Peripatetic toads: It isn't clear how such knowledge can help the Blanchard's cricket frogs. But back on San Mateo Creek, Holland and graduate student Paul Griffin have made a discovery about the arroyo toad's habits that could help protect it. Using bean-size radio transmitters and other, less high-tech methods, they have found that arroyo toads will travel more than half a mile away from the floodplain. Holland has found toads on steep hills in thick chaparral, in grasslands and in sage scrub.
Wildlife managers could help protect the toads, concludes Holland, by not building within half a mile of their creek habitat. Then he lists planned construction he knows will degrade upland habitat near San Mateo Creek: a helicopter landing area, a levy and an eight-lane toll road--just the sort of projects that have pushed frogs out of their homes around the world.
Before Holland and Griffin take a visitor on a tour of these sites, the researchers consider a question they hear too often: Why do toads matter? There are many scientific and ethical reasons, they say: Amphibians are an important part of the ecosystem; arroyo toad tadpoles eat algae, and arroyo toad adults eat a range of insects. In turn, the toads feed other indigenous animals in the system. They keep life going. If this toad disappears, its absence will reduce biodiversity, and as scientists have proved time and again, diverse ecosystems are the healthiest.
But it is Holland's initial response to the question, the one that required less than a second of thought, that he likes best. "What good are they?" Holland snaps. "My response is: What good are you?"

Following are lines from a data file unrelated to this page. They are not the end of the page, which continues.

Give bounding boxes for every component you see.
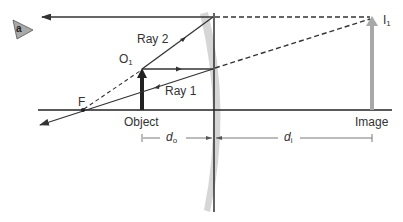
object-point-label: O1 bbox=[119, 53, 133, 67]
ray1-label: Ray 1 bbox=[165, 85, 196, 97]
image-point-subscript: 1 bbox=[386, 19, 390, 28]
ray1-label-text: Ray 1 bbox=[165, 84, 196, 98]
di-label: di bbox=[284, 131, 292, 145]
focal-point-letter: F bbox=[78, 95, 85, 109]
object-point-subscript: 1 bbox=[128, 58, 132, 67]
object-point-letter: O bbox=[119, 52, 128, 66]
do-label: do bbox=[166, 131, 177, 145]
do-letter: d bbox=[166, 130, 173, 144]
ray1-virtual-extension bbox=[215, 19, 370, 68]
mirror-ray-diagram bbox=[0, 0, 403, 222]
concave-mirror-shape bbox=[200, 12, 221, 212]
image-label: Image bbox=[355, 116, 388, 128]
panel-label: a bbox=[16, 23, 22, 34]
di-letter: d bbox=[284, 130, 291, 144]
ray2-label-text: Ray 2 bbox=[137, 32, 168, 46]
image-point-label: I1 bbox=[383, 14, 391, 28]
object-label-text: Object bbox=[124, 115, 159, 129]
ray2-label: Ray 2 bbox=[137, 33, 168, 45]
focal-point-label: F bbox=[78, 96, 85, 108]
di-subscript: i bbox=[291, 136, 293, 145]
image-label-text: Image bbox=[355, 115, 388, 129]
ray1-incident-arrow-icon bbox=[176, 67, 182, 72]
object-label: Object bbox=[124, 116, 159, 128]
focal-construction-line bbox=[84, 71, 140, 109]
do-subscript: o bbox=[173, 136, 177, 145]
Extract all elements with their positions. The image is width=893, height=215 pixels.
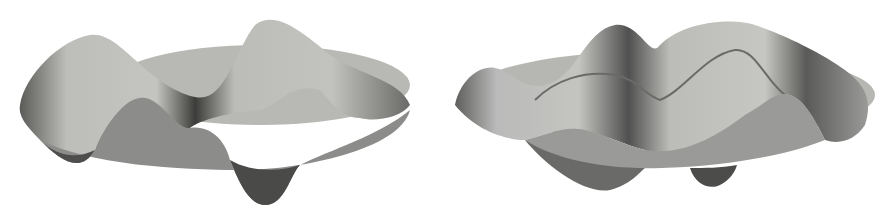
- surface-plot-right: [445, 0, 893, 215]
- surface-plot-left: [0, 0, 445, 215]
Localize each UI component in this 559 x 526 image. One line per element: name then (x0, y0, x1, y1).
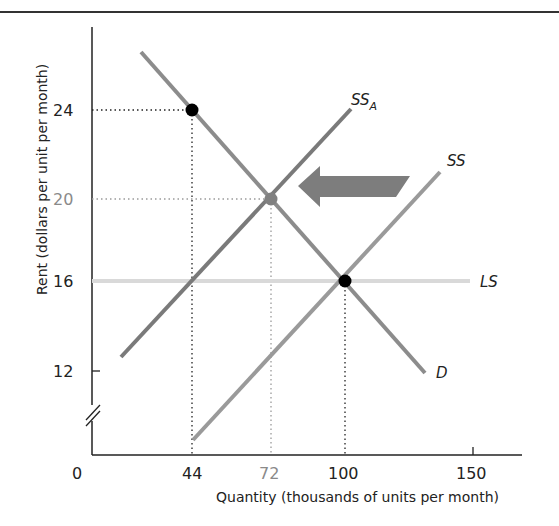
ls-label: LS (480, 273, 498, 291)
rent-market-chart: 24 20 16 12 0 44 72 100 150 Rent (dollar… (0, 0, 559, 526)
x-tick-label-44: 44 (182, 464, 202, 483)
x-tick-label-0: 0 (72, 464, 82, 483)
ss-label: SS (447, 152, 466, 170)
shift-left-arrow-icon (298, 166, 410, 207)
point-100-16 (339, 275, 352, 288)
y-tick-label-16: 16 (53, 272, 73, 291)
x-axis-title: Quantity (thousands of units per month) (216, 489, 499, 505)
y-tick-label-20: 20 (53, 190, 73, 209)
point-44-24 (186, 104, 199, 117)
y-tick-label-12: 12 (53, 362, 73, 381)
ss-curve (193, 172, 440, 440)
ssa-label: SSA (351, 91, 377, 113)
ssa-curve (121, 109, 351, 357)
y-axis-title: Rent (dollars per unit per month) (34, 64, 50, 295)
d-label: D (436, 364, 448, 382)
x-tick-label-72: 72 (259, 464, 279, 483)
point-72-20 (265, 193, 278, 206)
x-tick-label-150: 150 (456, 464, 487, 483)
y-tick-label-24: 24 (53, 101, 73, 120)
x-tick-label-100: 100 (328, 464, 359, 483)
demand-curve (141, 52, 425, 373)
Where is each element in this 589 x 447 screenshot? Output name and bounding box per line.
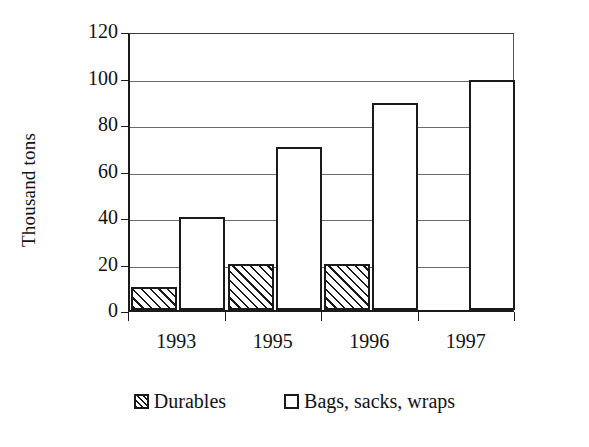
y-axis-tick-label: 80 xyxy=(62,114,118,134)
legend-item: Bags, sacks, wraps xyxy=(284,390,455,413)
bars-layer xyxy=(130,34,513,310)
y-axis-title: Thousand tons xyxy=(18,90,46,290)
x-axis-tick-mark xyxy=(128,312,129,321)
legend-item-label: Bags, sacks, wraps xyxy=(304,390,455,413)
plot-area xyxy=(128,33,514,312)
bar xyxy=(228,264,274,311)
bar xyxy=(324,264,370,311)
y-axis-tick-label: 60 xyxy=(62,161,118,181)
x-axis-tick-mark xyxy=(514,312,515,321)
legend-item: Durables xyxy=(134,390,226,413)
bar xyxy=(131,287,177,310)
x-axis-tick-label: 1995 xyxy=(228,329,318,353)
x-axis-tick-label: 1997 xyxy=(421,329,511,353)
bar xyxy=(469,80,515,310)
y-axis-tick-label: 100 xyxy=(62,68,118,88)
x-axis-tick-label: 1996 xyxy=(324,329,414,353)
bar xyxy=(276,147,322,310)
x-axis-tick-label: 1993 xyxy=(131,329,221,353)
x-axis-tick-mark xyxy=(321,312,322,321)
bar xyxy=(179,217,225,310)
white-square-icon xyxy=(284,394,299,409)
chart-legend: DurablesBags, sacks, wraps xyxy=(0,390,589,413)
x-axis-tick-mark xyxy=(418,312,419,321)
y-axis-tick-label: 0 xyxy=(62,300,118,320)
y-axis-tick-label: 40 xyxy=(62,207,118,227)
x-axis-tick-mark xyxy=(225,312,226,321)
bar-chart: Thousand tons 020406080100120 1993199519… xyxy=(0,0,589,447)
y-axis-title-text: Thousand tons xyxy=(18,133,39,247)
y-axis-tick-label: 120 xyxy=(62,21,118,41)
hatched-square-icon xyxy=(134,394,149,409)
bar xyxy=(372,103,418,310)
legend-item-label: Durables xyxy=(154,390,226,413)
y-axis-tick-label: 20 xyxy=(62,254,118,274)
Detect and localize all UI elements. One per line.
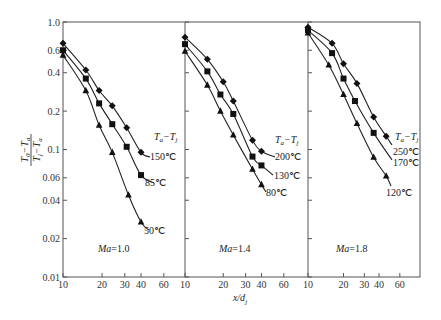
triangle-marker xyxy=(340,91,347,97)
x-tick-label: 20 xyxy=(218,279,228,290)
series-label: 150℃ xyxy=(150,151,176,162)
x-tick-label: 40 xyxy=(256,279,266,290)
diamond-marker xyxy=(383,133,390,140)
series-line xyxy=(63,55,149,230)
series-label: 200℃ xyxy=(275,151,301,162)
series-200c xyxy=(182,34,276,157)
series-label: 50℃ xyxy=(144,225,165,236)
diamond-marker xyxy=(220,78,227,85)
series-label: 250℃ xyxy=(393,146,419,157)
square-marker xyxy=(352,98,358,104)
x-tick-label: 30 xyxy=(359,279,369,290)
chart-figure: 1.00.60.40.20.10.060.040.020.01 10203040… xyxy=(0,0,441,320)
y-tick-label: 0.06 xyxy=(43,172,61,183)
x-tick-label: 40 xyxy=(136,279,146,290)
x-tick-label: 60 xyxy=(159,279,169,290)
series-50c xyxy=(60,51,149,230)
y-tick-label: 0.2 xyxy=(48,106,61,117)
y-tick-label: 0.04 xyxy=(43,195,61,206)
y-axis-label: T0−TaTj−Ta xyxy=(19,134,44,166)
square-marker xyxy=(249,154,255,160)
series-label: 80℃ xyxy=(266,187,287,198)
x-tick-label: 40 xyxy=(374,279,384,290)
y-tick-label: 0.6 xyxy=(48,45,61,56)
diamond-marker xyxy=(249,137,256,144)
series-line xyxy=(308,30,392,160)
triangle-marker xyxy=(83,87,90,93)
square-marker xyxy=(258,162,264,168)
series-line xyxy=(63,50,154,183)
square-marker xyxy=(371,130,377,136)
x-tick-label: 60 xyxy=(395,279,405,290)
series-label: 130℃ xyxy=(274,170,300,181)
square-marker xyxy=(204,68,210,74)
series-label: 120℃ xyxy=(386,187,412,198)
y-tick-label: 0.1 xyxy=(48,144,61,155)
x-tick-label: 10 xyxy=(58,279,68,290)
y-tick-label: 0.4 xyxy=(48,67,61,78)
legend-title: Ta−Tj xyxy=(395,131,418,144)
series-line xyxy=(308,33,391,186)
legend-title: Ta−Tj xyxy=(154,131,177,144)
triangle-marker xyxy=(249,165,256,171)
y-tick-label: 1.0 xyxy=(48,17,61,28)
x-tick-label: 30 xyxy=(241,279,251,290)
y-tick-label: 0.02 xyxy=(43,233,61,244)
square-marker xyxy=(182,41,188,47)
x-tick-label: 20 xyxy=(339,279,349,290)
x-tick-label: 10 xyxy=(180,279,190,290)
x-axis: 102030406010203040601020304060 xyxy=(58,273,405,290)
square-marker xyxy=(83,76,89,82)
legend-title: Ta−Tj xyxy=(275,134,298,147)
series-line xyxy=(308,27,392,145)
panel-label-mach: Ma=1.0 xyxy=(97,243,129,254)
data-series xyxy=(60,24,393,230)
triangle-marker xyxy=(370,153,377,159)
series-150c xyxy=(60,40,151,157)
square-marker xyxy=(138,172,144,178)
triangle-marker xyxy=(354,120,361,126)
series-line xyxy=(185,37,275,157)
square-marker xyxy=(124,144,130,150)
square-marker xyxy=(341,76,347,82)
panel-label-mach: Ma=1.8 xyxy=(335,243,367,254)
square-marker xyxy=(230,111,236,117)
diamond-marker xyxy=(353,80,360,87)
series-250c xyxy=(305,24,393,145)
triangle-marker xyxy=(217,107,224,113)
series-label: 85℃ xyxy=(145,177,166,188)
series-130c xyxy=(182,41,273,175)
x-axis-label: x/dj xyxy=(232,292,247,306)
diamond-marker xyxy=(123,124,130,131)
series-85c xyxy=(60,47,154,183)
series-80c xyxy=(182,47,266,192)
x-tick-label: 60 xyxy=(279,279,289,290)
series-120c xyxy=(305,29,391,186)
x-tick-label: 20 xyxy=(97,279,107,290)
diamond-marker xyxy=(340,60,347,67)
triangle-marker xyxy=(230,131,237,137)
x-tick-label: 30 xyxy=(120,279,130,290)
square-marker xyxy=(217,92,223,98)
triangle-marker xyxy=(96,121,103,127)
square-marker xyxy=(329,50,335,56)
square-marker xyxy=(109,121,115,127)
series-label: 170℃ xyxy=(393,157,419,168)
triangle-marker xyxy=(138,218,145,224)
panel-label-mach: Ma=1.4 xyxy=(218,243,250,254)
triangle-marker xyxy=(125,191,132,197)
series-line xyxy=(185,44,273,175)
diamond-marker xyxy=(370,113,377,120)
square-marker xyxy=(96,100,102,106)
x-tick-label: 10 xyxy=(303,279,313,290)
diamond-marker xyxy=(230,98,237,105)
y-axis: 1.00.60.40.20.10.060.040.020.01 xyxy=(43,17,313,283)
triangle-marker xyxy=(109,149,116,155)
svg-text:Tj−Ta: Tj−Ta xyxy=(31,138,44,162)
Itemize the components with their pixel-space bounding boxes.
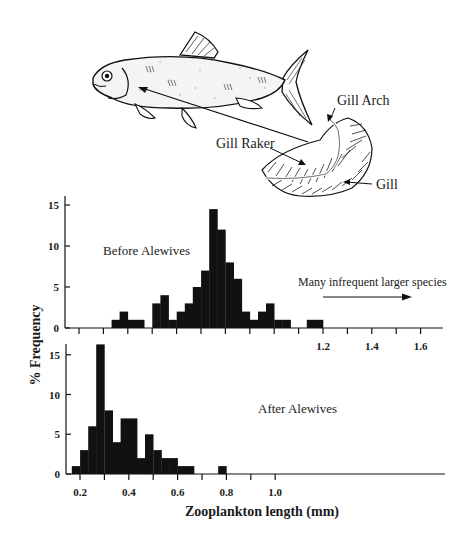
histogram-bar (120, 312, 129, 328)
histogram-bar (80, 450, 89, 474)
histogram-bar (88, 426, 97, 474)
histogram-bar (242, 312, 251, 328)
chart-after-alewives: 051015 0.20.40.60.81.0 After Alewives (49, 344, 445, 498)
histogram-bar (258, 312, 267, 328)
x-tick-label: 0.8 (220, 486, 234, 498)
histogram-bar (218, 466, 227, 474)
histogram-bar (160, 295, 169, 328)
histogram-bar (226, 262, 235, 328)
bars (72, 344, 227, 474)
x-tick-label: 1.0 (268, 486, 282, 498)
chart-before-alewives: 051015 1.21.41.6 Before Alewives Many in… (48, 196, 447, 352)
x-tick-label: 1.4 (365, 340, 379, 352)
x-tick-label: 1.6 (414, 340, 428, 352)
histogram-bar (177, 312, 186, 328)
histogram-bar (169, 458, 178, 474)
y-tick-label: 0 (54, 322, 60, 334)
gill-illustration (262, 108, 372, 196)
histogram-bar (113, 442, 122, 474)
y-tick-label: 15 (48, 199, 60, 211)
gill-raker-label: Gill Raker (216, 136, 275, 151)
gill-arch-label: Gill Arch (337, 93, 390, 108)
histogram-bar (153, 450, 162, 474)
arrow-right-icon (323, 294, 412, 301)
histogram-bar (161, 458, 170, 474)
fish-illustration (93, 32, 312, 142)
chart-title: Before Alewives (103, 243, 190, 258)
histogram-bar (178, 466, 187, 474)
histogram-bar (72, 466, 81, 474)
histogram-bar (145, 434, 154, 474)
histogram-bar (185, 303, 194, 328)
histogram-bar (136, 320, 145, 328)
histogram-bar (129, 418, 138, 474)
histogram-bar (186, 466, 195, 474)
histogram-bar (274, 320, 283, 328)
histogram-bar (137, 458, 146, 474)
x-ticks: 0.20.40.60.81.0 (73, 474, 282, 498)
histogram-bar (96, 344, 105, 474)
y-tick-label: 10 (48, 240, 60, 252)
histogram-bar (217, 230, 226, 328)
x-tick-label: 1.2 (316, 340, 330, 352)
histogram-bar (282, 320, 291, 328)
histogram-bar (201, 271, 210, 328)
y-tick-label: 5 (54, 281, 60, 293)
y-tick-label: 10 (49, 389, 61, 401)
histogram-bar (209, 209, 218, 328)
bars (112, 209, 324, 328)
histogram-bar (193, 287, 202, 328)
x-tick-label: 0.6 (171, 486, 185, 498)
y-tick-label: 0 (55, 468, 61, 480)
y-tick-label: 5 (55, 428, 61, 440)
gill-label: Gill (376, 177, 398, 192)
annotation-larger-species: Many infrequent larger species (298, 275, 447, 289)
x-tick-label: 0.4 (122, 486, 136, 498)
histogram-bar (128, 320, 136, 328)
histogram-bar (250, 320, 259, 328)
histogram-bar (121, 418, 130, 474)
figure: Gill Arch Gill Raker Gill % Frequency 05… (0, 0, 467, 542)
histogram-bar (307, 320, 316, 328)
y-ticks: 051015 (48, 199, 70, 334)
y-ticks: 051015 (49, 349, 71, 480)
y-axis-label: % Frequency (28, 304, 43, 385)
histogram-bar (266, 303, 275, 328)
histogram-bar (234, 279, 243, 328)
x-tick-label: 0.2 (73, 486, 87, 498)
x-ticks: 1.21.41.6 (79, 328, 428, 352)
histogram-bar (152, 303, 161, 328)
x-axis-label: Zooplankton length (mm) (185, 504, 339, 520)
histogram-bar (105, 410, 114, 474)
histogram-bar (315, 320, 324, 328)
y-tick-label: 15 (49, 349, 61, 361)
histogram-bar (168, 320, 177, 328)
histogram-bar (112, 320, 121, 328)
chart-title: After Alewives (258, 401, 337, 416)
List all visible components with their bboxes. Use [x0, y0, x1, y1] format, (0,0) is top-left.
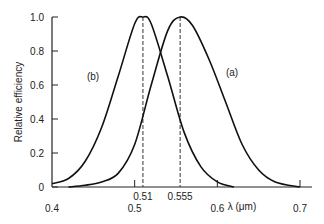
series-label-a: (a) [226, 67, 238, 78]
y-tick-label: 1.0 [30, 12, 44, 23]
peak-label: 0.51 [133, 191, 153, 202]
x-tick-label: 0.5 [128, 203, 142, 214]
x-tick-label: 0.4 [45, 203, 59, 214]
x-tick-label: 0.6 [210, 203, 224, 214]
y-tick-label: 0.8 [30, 46, 44, 57]
series-curves [52, 17, 300, 187]
x-tick-label: 0.7 [293, 203, 307, 214]
peak-label: 0.555 [168, 191, 193, 202]
efficiency-chart: 00.20.40.60.81.0 0.40.50.60.7 0.510.555 … [0, 0, 324, 224]
y-ticks: 00.20.40.60.81.0 [30, 12, 58, 193]
y-tick-label: 0.4 [30, 114, 44, 125]
y-tick-label: 0.6 [30, 80, 44, 91]
curve-a [69, 17, 300, 187]
x-axis-title: λ (μm) [228, 201, 257, 212]
series-label-b: (b) [87, 71, 99, 82]
y-tick-label: 0 [38, 182, 44, 193]
y-axis-title: Relative efficiency [13, 62, 24, 142]
y-tick-label: 0.2 [30, 148, 44, 159]
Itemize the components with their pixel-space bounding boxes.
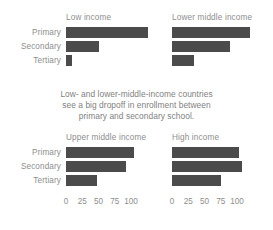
bar-tertiary	[66, 175, 97, 186]
x-tick-0: 0	[64, 197, 69, 206]
panel-lower-middle-income: Lower middle income	[172, 13, 272, 75]
category-labels-top: Primary Secondary Tertiary	[0, 26, 61, 68]
panel-title: High income	[172, 133, 219, 142]
caption-line-3: primary and secondary school.	[0, 111, 273, 122]
bar-tertiary	[66, 55, 72, 66]
bar-primary	[172, 27, 250, 38]
x-tick-50: 50	[200, 197, 209, 206]
bar-primary	[172, 147, 239, 158]
panel-title: Low income	[66, 13, 111, 22]
bar-primary	[66, 27, 148, 38]
category-labels-bottom: Primary Secondary Tertiary	[0, 146, 61, 188]
x-tick-25: 25	[184, 197, 193, 206]
caption-line-1: Low- and lower-middle-income countries	[0, 89, 273, 100]
panel-title: Upper middle income	[66, 133, 146, 142]
x-tick-0: 0	[170, 197, 175, 206]
caption-line-2: see a big dropoff in enrollment between	[0, 100, 273, 111]
panel-title: Lower middle income	[172, 13, 252, 22]
x-tick-75: 75	[110, 197, 119, 206]
bar-primary	[66, 147, 134, 158]
bar-secondary	[66, 41, 99, 52]
figure-root: Low income Lower middle income Primary S…	[0, 0, 273, 230]
panel-low-income: Low income	[66, 13, 176, 75]
category-label-tertiary: Tertiary	[0, 174, 61, 188]
category-label-tertiary: Tertiary	[0, 54, 61, 68]
x-tick-25: 25	[78, 197, 87, 206]
x-tick-50: 50	[94, 197, 103, 206]
bar-secondary	[172, 161, 242, 172]
bar-tertiary	[172, 55, 194, 66]
bar-tertiary	[172, 175, 221, 186]
bar-secondary	[66, 161, 126, 172]
x-axis-upper-middle-income: 0255075100	[66, 197, 146, 209]
x-tick-100: 100	[230, 197, 244, 206]
x-tick-100: 100	[124, 197, 138, 206]
category-label-primary: Primary	[0, 26, 61, 40]
panel-high-income: High income	[172, 133, 272, 195]
category-label-primary: Primary	[0, 146, 61, 160]
panel-upper-middle-income: Upper middle income	[66, 133, 166, 195]
x-tick-75: 75	[216, 197, 225, 206]
bar-secondary	[172, 41, 230, 52]
category-label-secondary: Secondary	[0, 160, 61, 174]
figure-caption: Low- and lower-middle-income countries s…	[0, 89, 273, 123]
x-axis-high-income: 0255075100	[172, 197, 252, 209]
category-label-secondary: Secondary	[0, 40, 61, 54]
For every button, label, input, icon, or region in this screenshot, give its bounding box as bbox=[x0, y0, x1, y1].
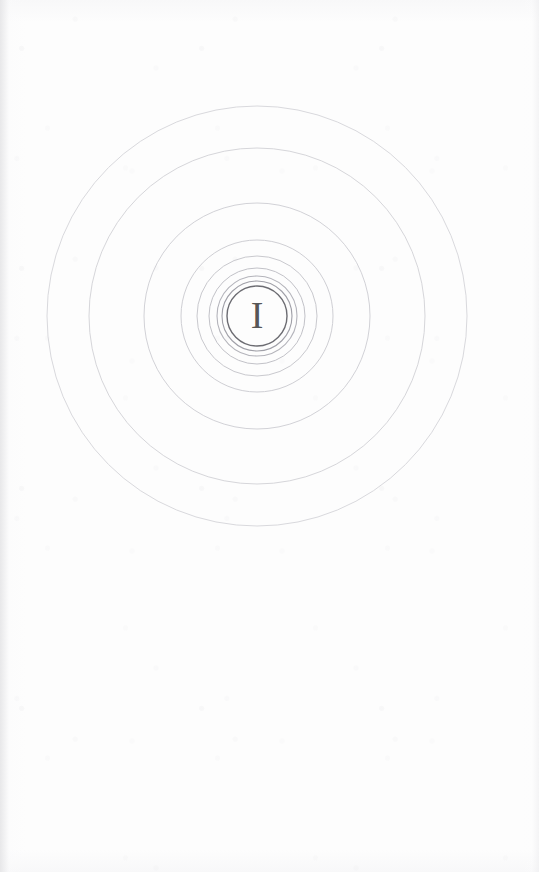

Kathryn Phillips is the author of Tracking the Vanishing Frogs: An Ecological Mystery (Penguin, 1995).
NWF Takes Action: May the Frog Force Be with You
Americans everywhere are invited to become part of the "Frog Force," a partnership between the National Wildlife Federation, the U.S. Department of Interior and Martin and Chris Kratt of the television series Kratts' Creatures.
The effort's main goals are to help solve the mystery of dwindling amphibian populations and create frog-friendly habitat such as backyard ponds. "Our goal in this partnership is to educate citizen naturalists about the plight of amphibians and equip them to help find the answers," says NWF President Mark Van Putten.